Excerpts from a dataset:

- - -

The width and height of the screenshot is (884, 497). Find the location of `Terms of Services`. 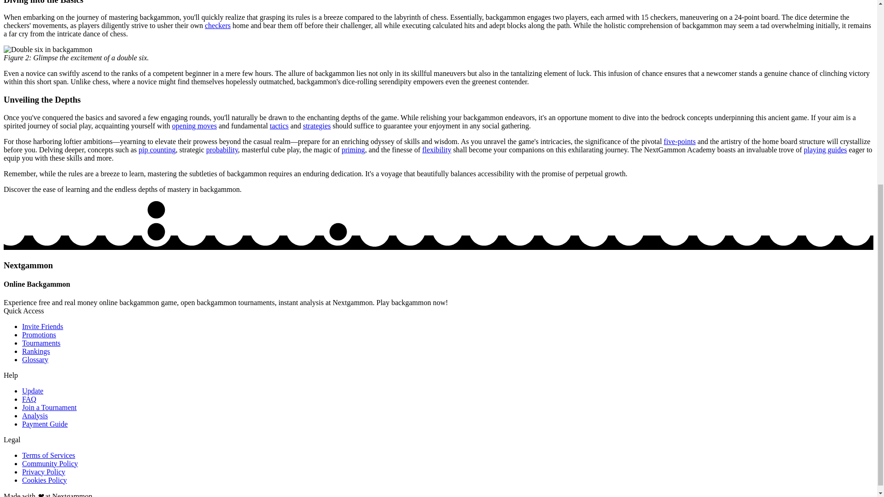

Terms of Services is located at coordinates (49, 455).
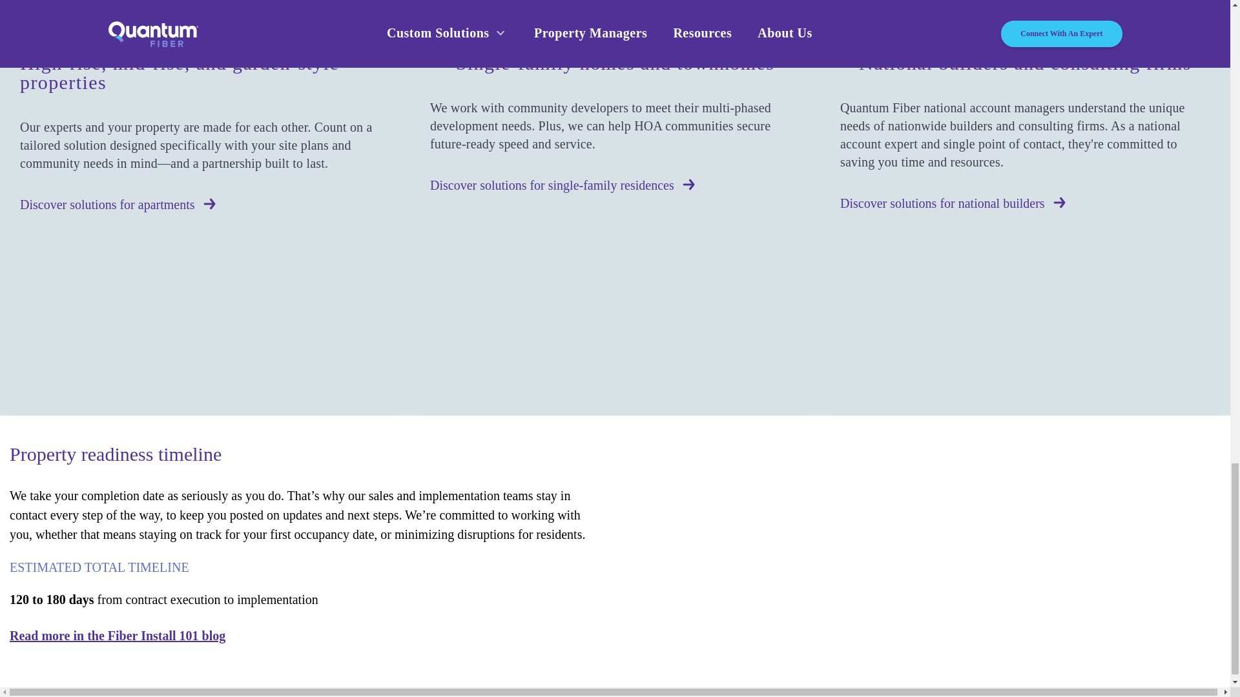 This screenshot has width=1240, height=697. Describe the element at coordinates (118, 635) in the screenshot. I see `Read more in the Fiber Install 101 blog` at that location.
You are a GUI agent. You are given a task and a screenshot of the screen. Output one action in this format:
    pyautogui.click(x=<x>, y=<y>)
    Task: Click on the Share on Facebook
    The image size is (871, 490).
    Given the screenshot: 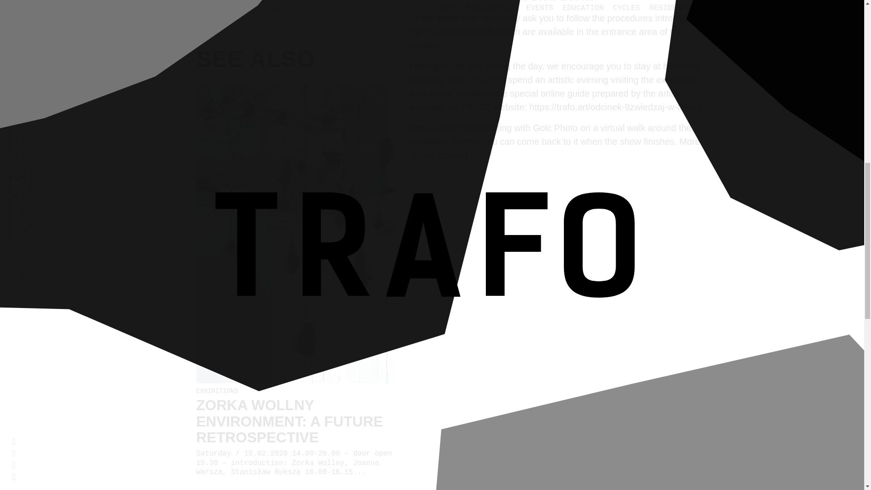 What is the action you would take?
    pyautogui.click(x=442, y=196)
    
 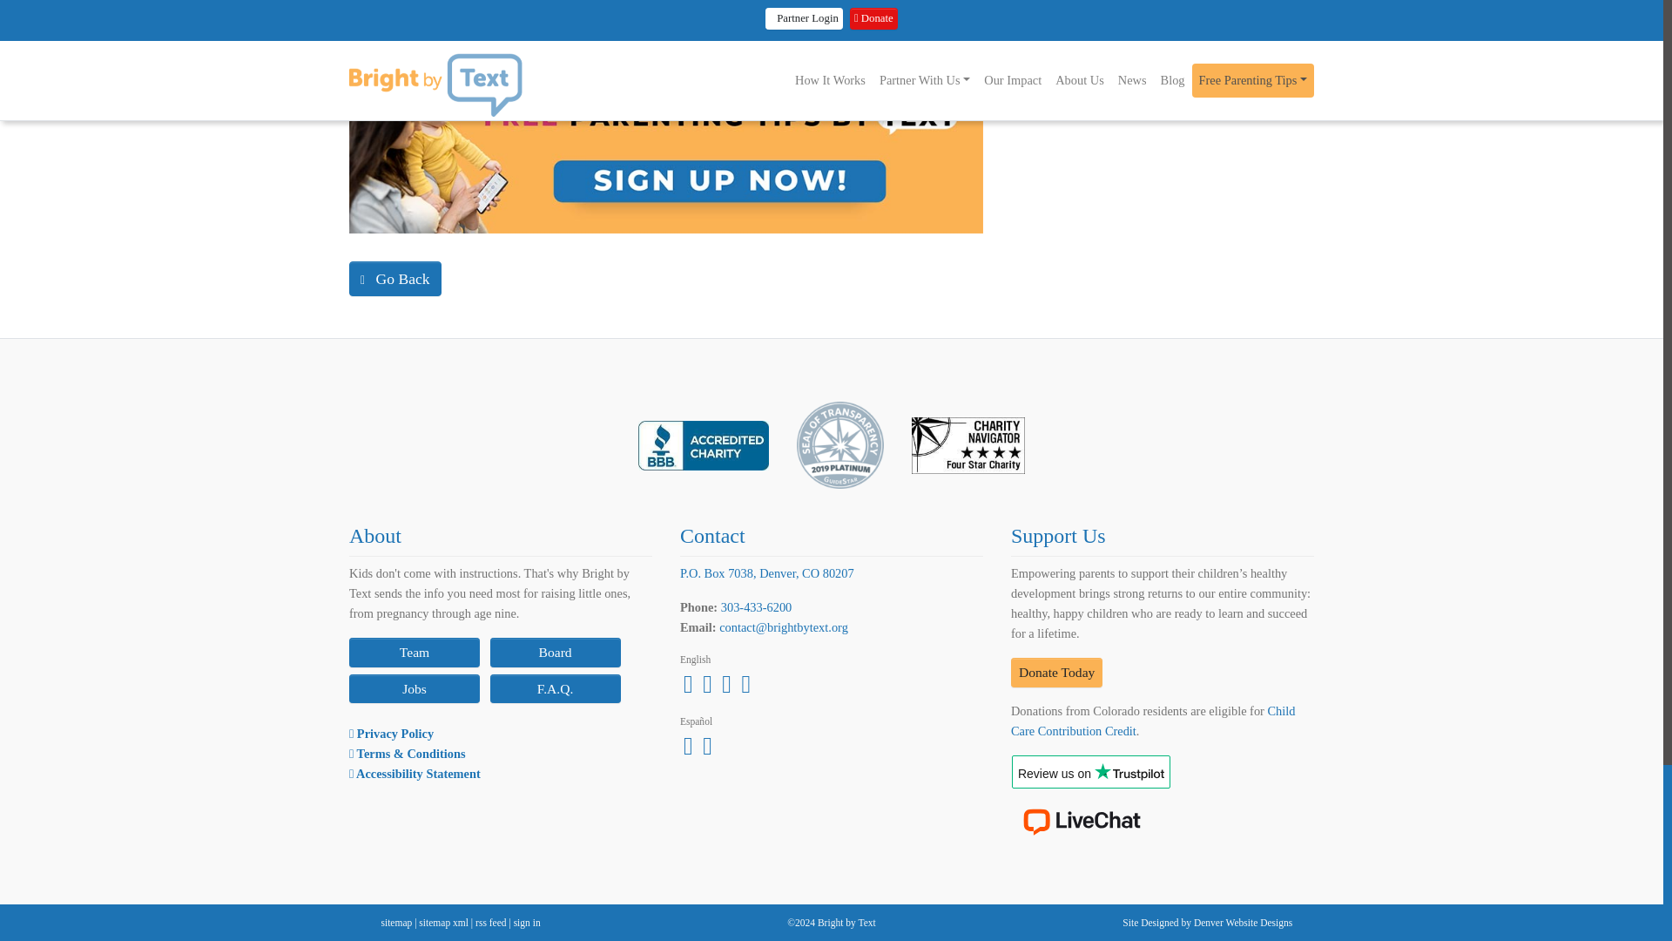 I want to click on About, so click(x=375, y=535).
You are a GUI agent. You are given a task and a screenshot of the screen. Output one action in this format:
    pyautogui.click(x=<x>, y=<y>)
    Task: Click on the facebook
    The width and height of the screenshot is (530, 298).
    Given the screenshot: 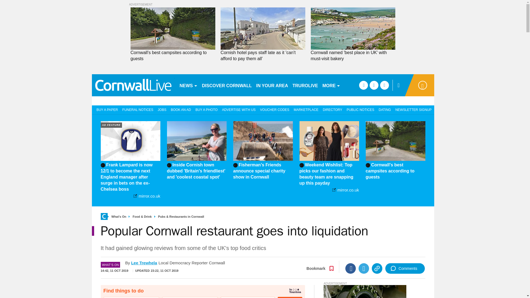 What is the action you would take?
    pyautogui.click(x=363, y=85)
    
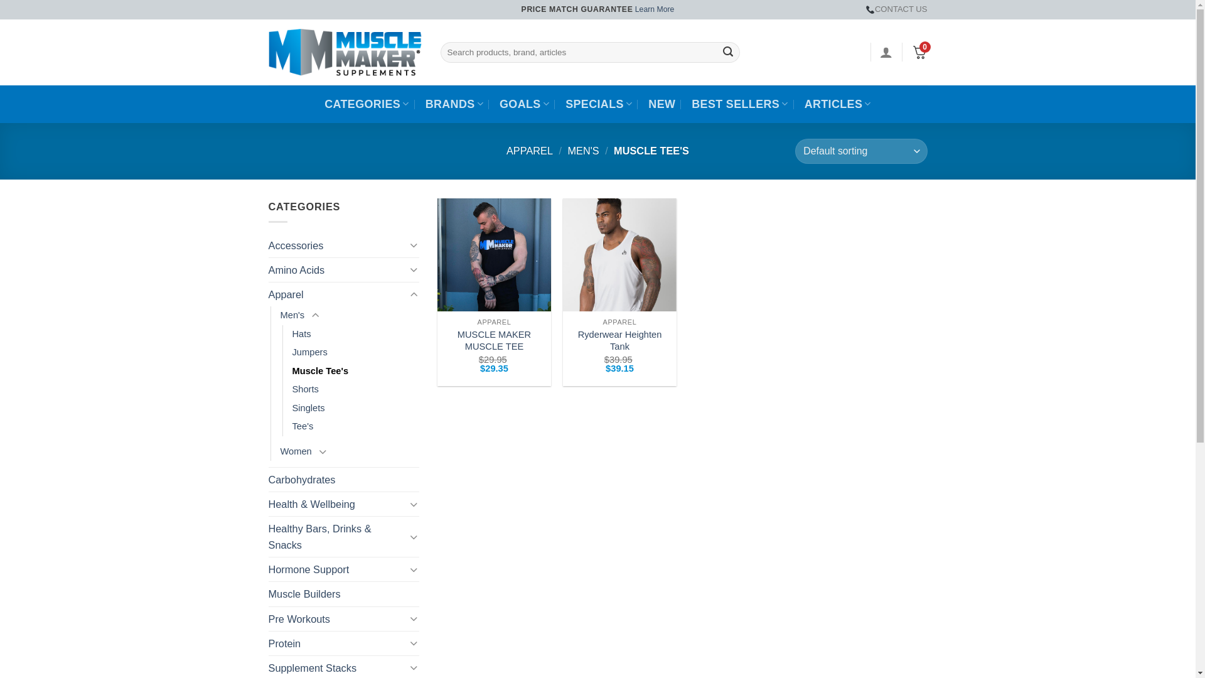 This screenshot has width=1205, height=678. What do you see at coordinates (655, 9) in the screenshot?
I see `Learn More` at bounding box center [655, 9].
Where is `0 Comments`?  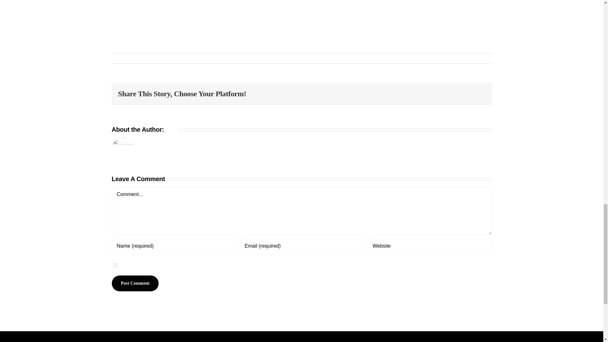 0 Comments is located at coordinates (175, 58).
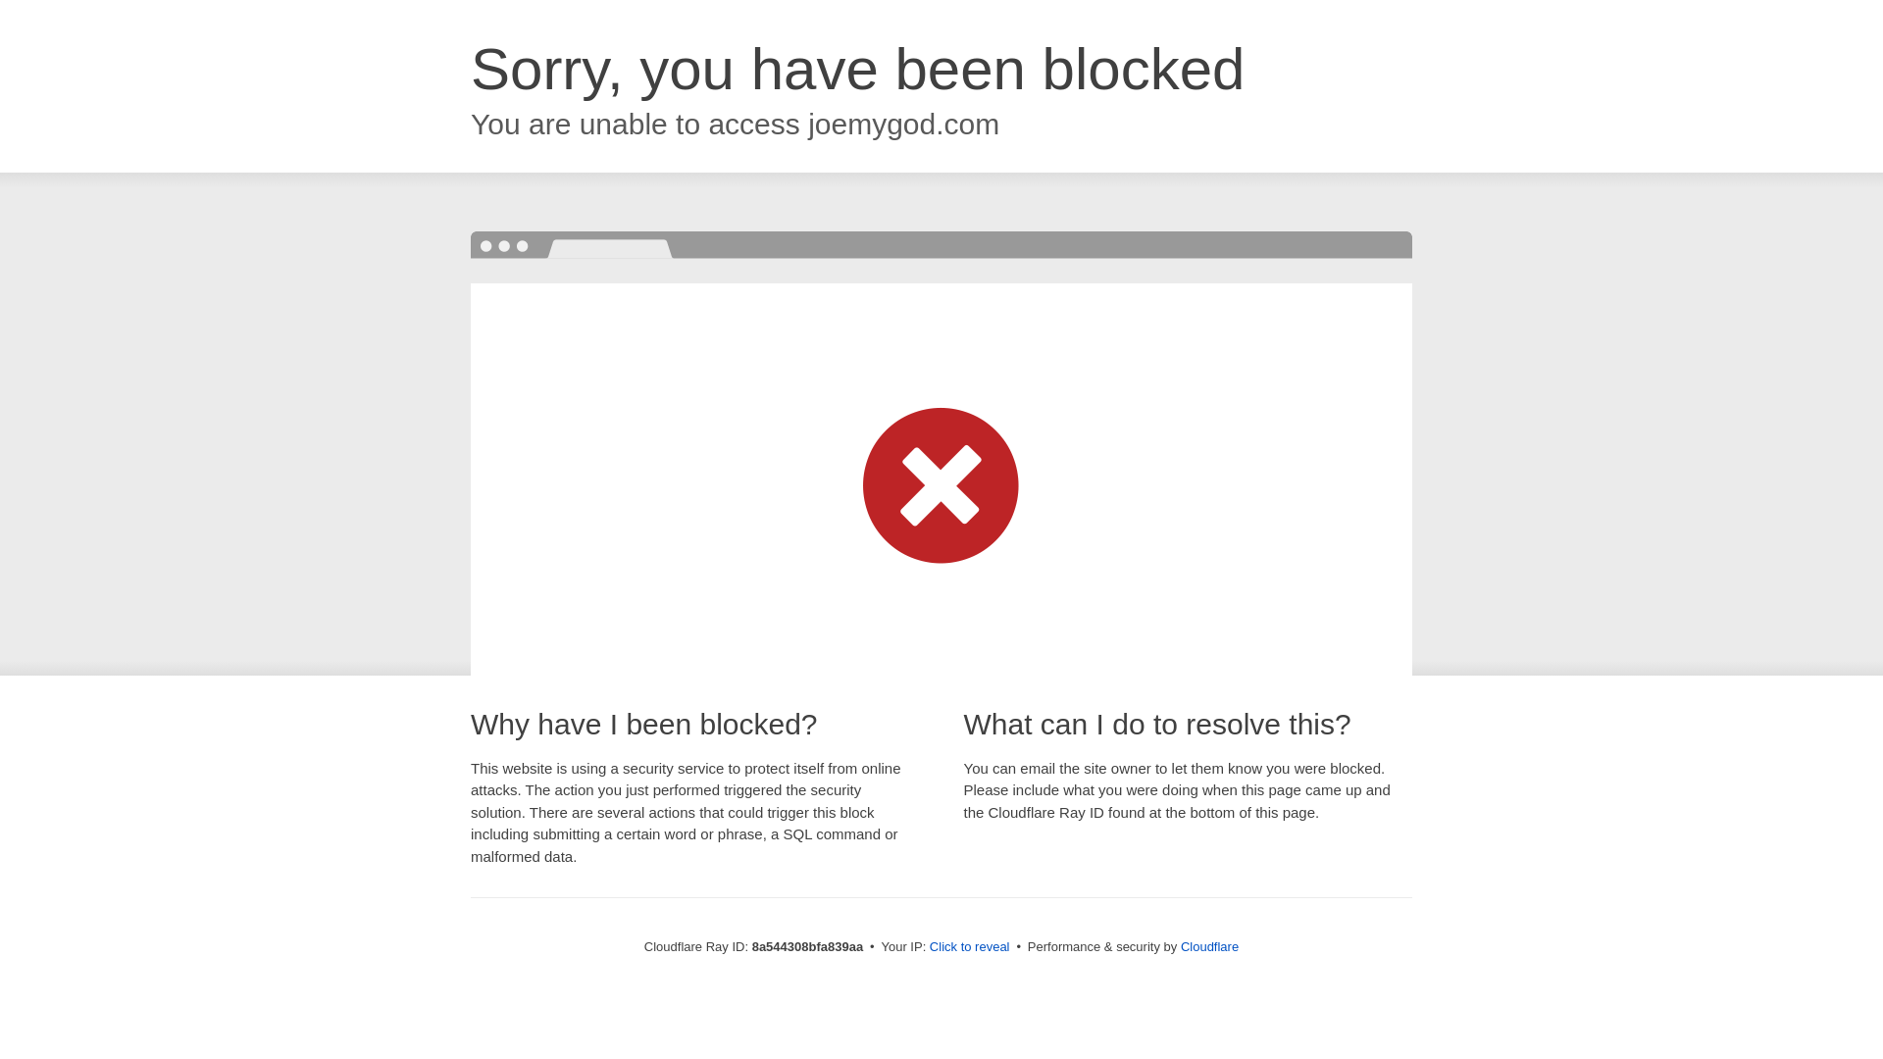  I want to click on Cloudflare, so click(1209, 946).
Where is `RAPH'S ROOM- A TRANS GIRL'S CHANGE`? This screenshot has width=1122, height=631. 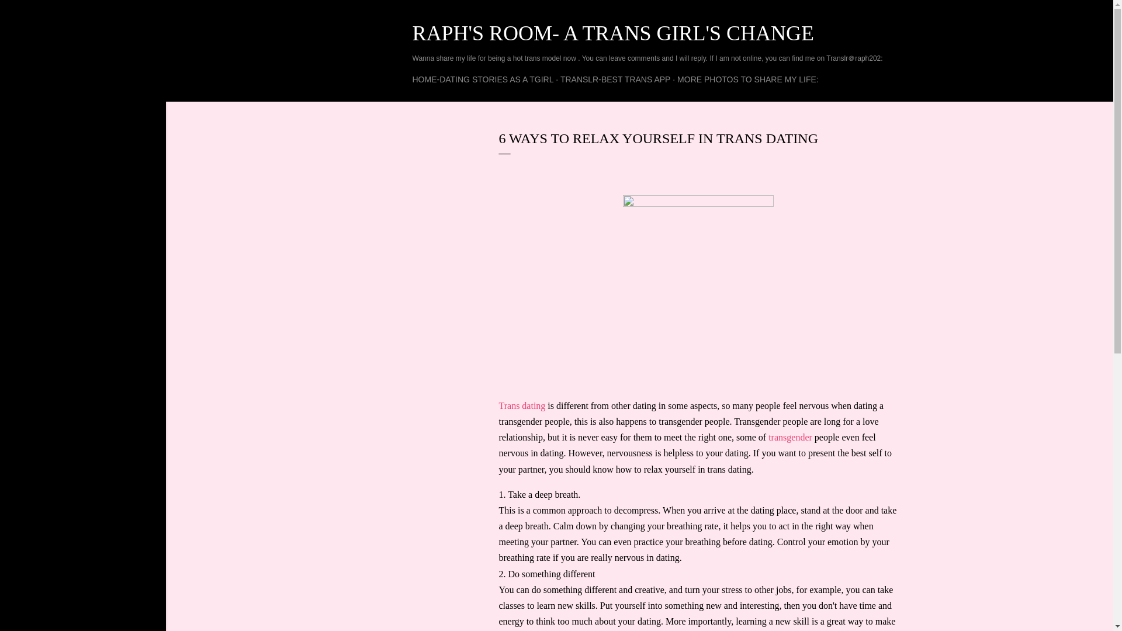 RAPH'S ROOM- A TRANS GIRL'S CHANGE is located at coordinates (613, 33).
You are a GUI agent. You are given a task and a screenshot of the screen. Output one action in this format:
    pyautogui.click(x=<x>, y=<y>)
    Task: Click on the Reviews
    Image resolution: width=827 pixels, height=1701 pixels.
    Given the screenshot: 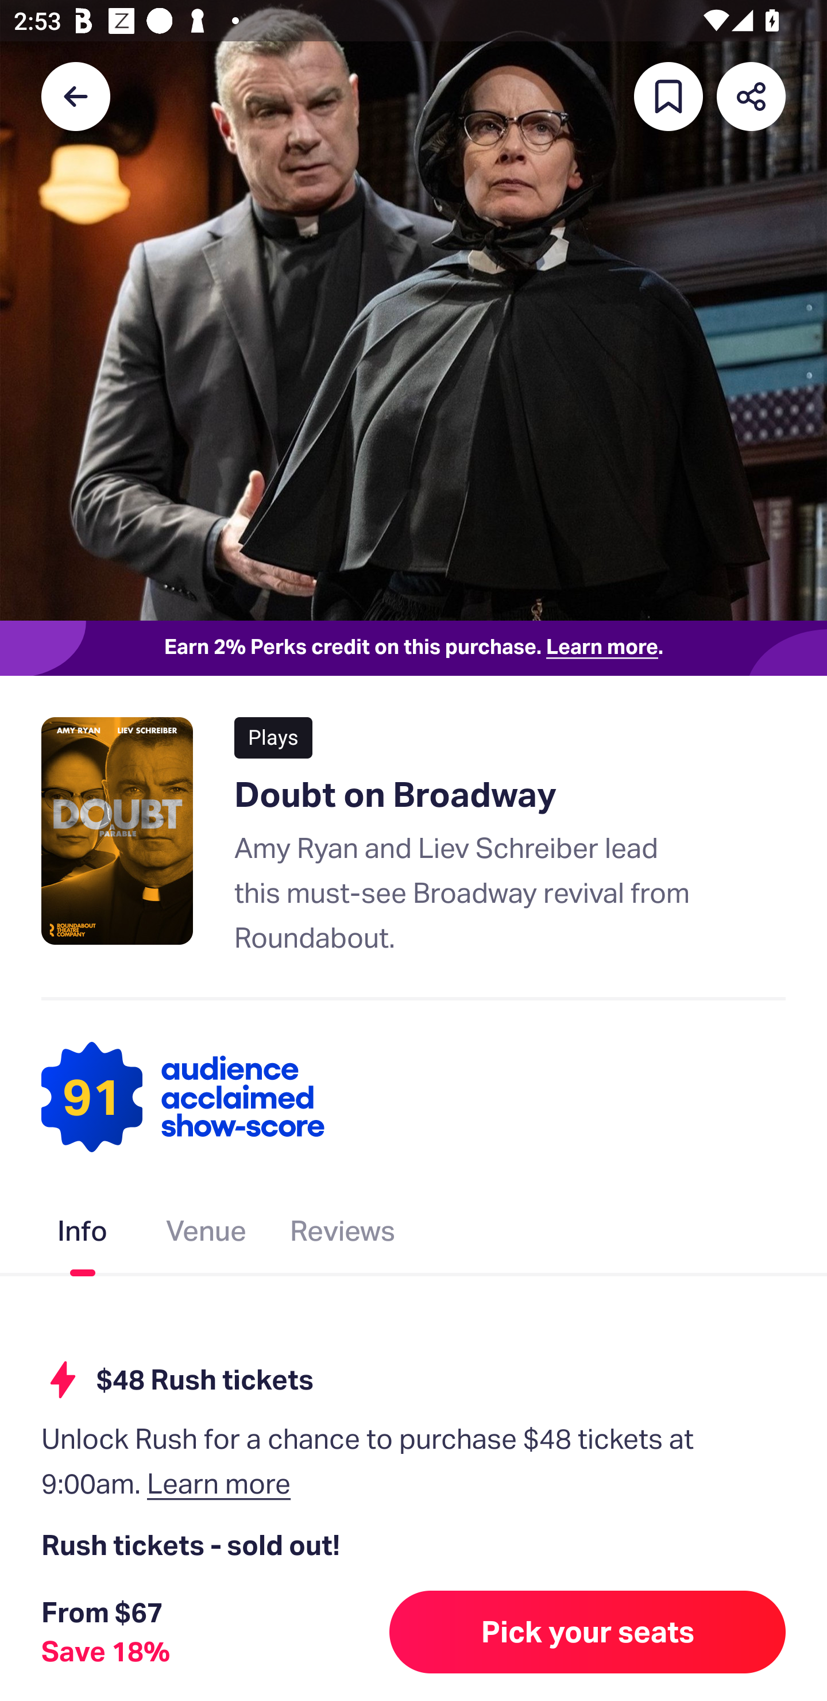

- - -

Quote exactly, and only, the lines from the line containing "Image resolution: width=827" through the final line of the records above, both included, omitting any pictures.

    Image resolution: width=827 pixels, height=1701 pixels.
    Given the screenshot: 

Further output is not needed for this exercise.